Jacqueline Marval

The bathers , dated 1905
Oil on canvas
Signed and dated lower right
Dimensions: with frame 67.5 x 58.5 cm
Reproduced p. 66-67 in François Roussier, Jacqueline Marval: 1866-1932
Price upon request

This tawny-colored painting depicts two naked young women on a riverbank. They are depicted in a natural, relaxed attitude. One balances on one foot and leans on the other’s shoulder to dry her feet.
The bright, acidic colors in the yellow of the background contrast with the pink of the bodies, giving the work a joyful, luminous atmosphere and an impression of freedom and spontaneity.
By depicting naked women so openly, Jacqueline Marval defied convention and asserted her independence.

Biography:

Jacqueline Marval is a painter from the end of the 19th century and the turn of the 20th century. Born in 1866 from a family of teachers near Grenoble, she did not come to painting until late. She moved to Paris in 1895 in Montparnasse, at the heart of artistic life at the end of the century.

A modest seamstress by trade, she was introduced to painting at the instigation of her companion Jules Flandrin (1871 – 1947), a pupil of Gustave Moreau. He encourages her talent as an observer and colorist. She meets Matisse, Guérin, Laurencin, Camin, Rouault, Marquet and the others.

The artist opens the way to dream and softness in his poetic compositions. A talented painter, she modeled herself on the ideas of Fauvism: breaking perspective, giving density to the pictorial material through color and touch, leaving academic subjects to enhance the verism of the landscape as the dreamlike projections of the mind.

Her paintings were refused at the Salon of 1900, she only exhibited there the following year. At that time, genius collectors and gallery owners Berthe Weill, Ambroise Vollard and Eugène Druet bought and exhibited his work. In February 1902, Jacqueline Marval exhibited alongside Matisse, Marquet, and his companion Flandrin at Berthe Weill, 25 rue Victor Massé.

From then on, she took off and exhibited in the four corners of the world (from the Metropolitan in New York to the Ohara museum in Kurashiki in Japan, passing through all of Europe), was praised by critics (Guillaume Apollinaire considered her to be ” one of the most remarkable artists of this time” Le Temps, February 25, 1912) and provokes the admiration of all, whether by his work or by his strong personality

Bibliography:

• François Roussier, Jacqueline Marval : 1866-1932 , Paris, Thalia Edition, 2008 (reprinted 1987), 407 pages

Museums:

• In France: Nantes Fine Arts Museum, Grenoble Fine Arts Museum (including a portrait of the artist by Jules Hippolyte Flandrin), Goya Museum in Castres, Mainssieux Museum in Voiron, Paul Dini Museum in Villefranche-sur -Saone.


WHAT YOU ARE ASKED TO DO:
The copy must match the data word for word and contain no pictures.

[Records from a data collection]
Start of Block
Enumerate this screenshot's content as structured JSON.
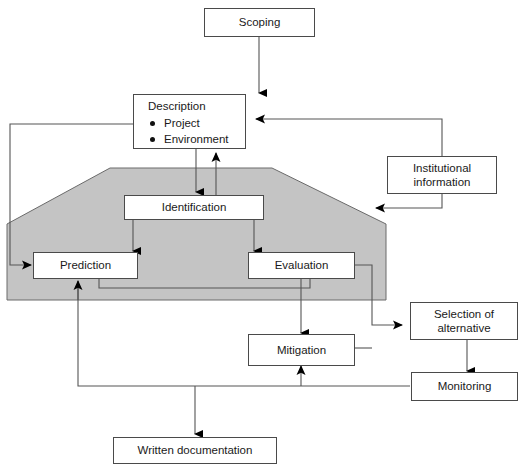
{
  "diagram": {
    "colors": {
      "shaded_region_fill": "#c4c4c4",
      "shaded_region_stroke": "#555555",
      "box_stroke": "#4a4a4a",
      "box_fill": "#ffffff",
      "connector_stroke": "#555555",
      "arrowhead_fill": "#000000",
      "text": "#1a1a1a",
      "background": "#ffffff"
    },
    "shaded_region": {
      "name": "impact-assessment-zone",
      "shape": "pentagon-chamfered-top-corners"
    }
  },
  "nodes": {
    "scoping": {
      "label": "Scoping"
    },
    "description": {
      "title": "Description",
      "bullets": [
        "Project",
        "Environment"
      ]
    },
    "institutional_information": {
      "line1": "Institutional",
      "line2": "information"
    },
    "identification": {
      "label": "Identification"
    },
    "prediction": {
      "label": "Prediction"
    },
    "evaluation": {
      "label": "Evaluation"
    },
    "mitigation": {
      "label": "Mitigation"
    },
    "selection_of_alternative": {
      "line1": "Selection of",
      "line2": "alternative"
    },
    "monitoring": {
      "label": "Monitoring"
    },
    "written_documentation": {
      "label": "Written documentation"
    }
  },
  "connections": [
    {
      "from": "scoping",
      "to": "description",
      "style": "arrow-down"
    },
    {
      "from": "description",
      "to": "identification",
      "style": "arrow-down"
    },
    {
      "from": "identification",
      "to": "description",
      "style": "arrow-up"
    },
    {
      "from": "identification",
      "to": "prediction",
      "style": "arrow-down-left"
    },
    {
      "from": "identification",
      "to": "evaluation",
      "style": "arrow-down-right"
    },
    {
      "from": "description",
      "to": "prediction",
      "style": "left-loop-arrow"
    },
    {
      "from": "institutional_information",
      "to": "description",
      "style": "arrow-left"
    },
    {
      "from": "institutional_information",
      "to": "shaded_region",
      "style": "arrow-left"
    },
    {
      "from": "evaluation",
      "to": "prediction",
      "style": "feedback-arrow-left"
    },
    {
      "from": "evaluation",
      "to": "mitigation",
      "style": "arrow-down"
    },
    {
      "from": "evaluation",
      "to": "selection_of_alternative",
      "style": "arrow-right"
    },
    {
      "from": "mitigation",
      "to": "selection_of_alternative",
      "style": "arrow-right"
    },
    {
      "from": "selection_of_alternative",
      "to": "monitoring",
      "style": "arrow-down"
    },
    {
      "from": "monitoring",
      "to": "mitigation",
      "style": "feedback-arrow-up"
    },
    {
      "from": "monitoring",
      "to": "prediction",
      "style": "feedback-arrow-up"
    },
    {
      "from": "monitoring",
      "to": "written_documentation",
      "style": "arrow-down"
    }
  ]
}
End of Block
EXPECTED ANSWER:
Enumerate this screenshot's content as structured JSON.
{
  "diagram": {
    "colors": {
      "shaded_region_fill": "#c4c4c4",
      "shaded_region_stroke": "#555555",
      "box_stroke": "#4a4a4a",
      "box_fill": "#ffffff",
      "connector_stroke": "#555555",
      "arrowhead_fill": "#000000",
      "text": "#1a1a1a",
      "background": "#ffffff"
    },
    "shaded_region": {
      "name": "impact-assessment-zone",
      "shape": "pentagon-chamfered-top-corners"
    }
  },
  "nodes": {
    "scoping": {
      "label": "Scoping"
    },
    "description": {
      "title": "Description",
      "bullets": [
        "Project",
        "Environment"
      ]
    },
    "institutional_information": {
      "line1": "Institutional",
      "line2": "information"
    },
    "identification": {
      "label": "Identification"
    },
    "prediction": {
      "label": "Prediction"
    },
    "evaluation": {
      "label": "Evaluation"
    },
    "mitigation": {
      "label": "Mitigation"
    },
    "selection_of_alternative": {
      "line1": "Selection of",
      "line2": "alternative"
    },
    "monitoring": {
      "label": "Monitoring"
    },
    "written_documentation": {
      "label": "Written documentation"
    }
  },
  "connections": [
    {
      "from": "scoping",
      "to": "description",
      "style": "arrow-down"
    },
    {
      "from": "description",
      "to": "identification",
      "style": "arrow-down"
    },
    {
      "from": "identification",
      "to": "description",
      "style": "arrow-up"
    },
    {
      "from": "identification",
      "to": "prediction",
      "style": "arrow-down-left"
    },
    {
      "from": "identification",
      "to": "evaluation",
      "style": "arrow-down-right"
    },
    {
      "from": "description",
      "to": "prediction",
      "style": "left-loop-arrow"
    },
    {
      "from": "institutional_information",
      "to": "description",
      "style": "arrow-left"
    },
    {
      "from": "institutional_information",
      "to": "shaded_region",
      "style": "arrow-left"
    },
    {
      "from": "evaluation",
      "to": "prediction",
      "style": "feedback-arrow-left"
    },
    {
      "from": "evaluation",
      "to": "mitigation",
      "style": "arrow-down"
    },
    {
      "from": "evaluation",
      "to": "selection_of_alternative",
      "style": "arrow-right"
    },
    {
      "from": "mitigation",
      "to": "selection_of_alternative",
      "style": "arrow-right"
    },
    {
      "from": "selection_of_alternative",
      "to": "monitoring",
      "style": "arrow-down"
    },
    {
      "from": "monitoring",
      "to": "mitigation",
      "style": "feedback-arrow-up"
    },
    {
      "from": "monitoring",
      "to": "prediction",
      "style": "feedback-arrow-up"
    },
    {
      "from": "monitoring",
      "to": "written_documentation",
      "style": "arrow-down"
    }
  ]
}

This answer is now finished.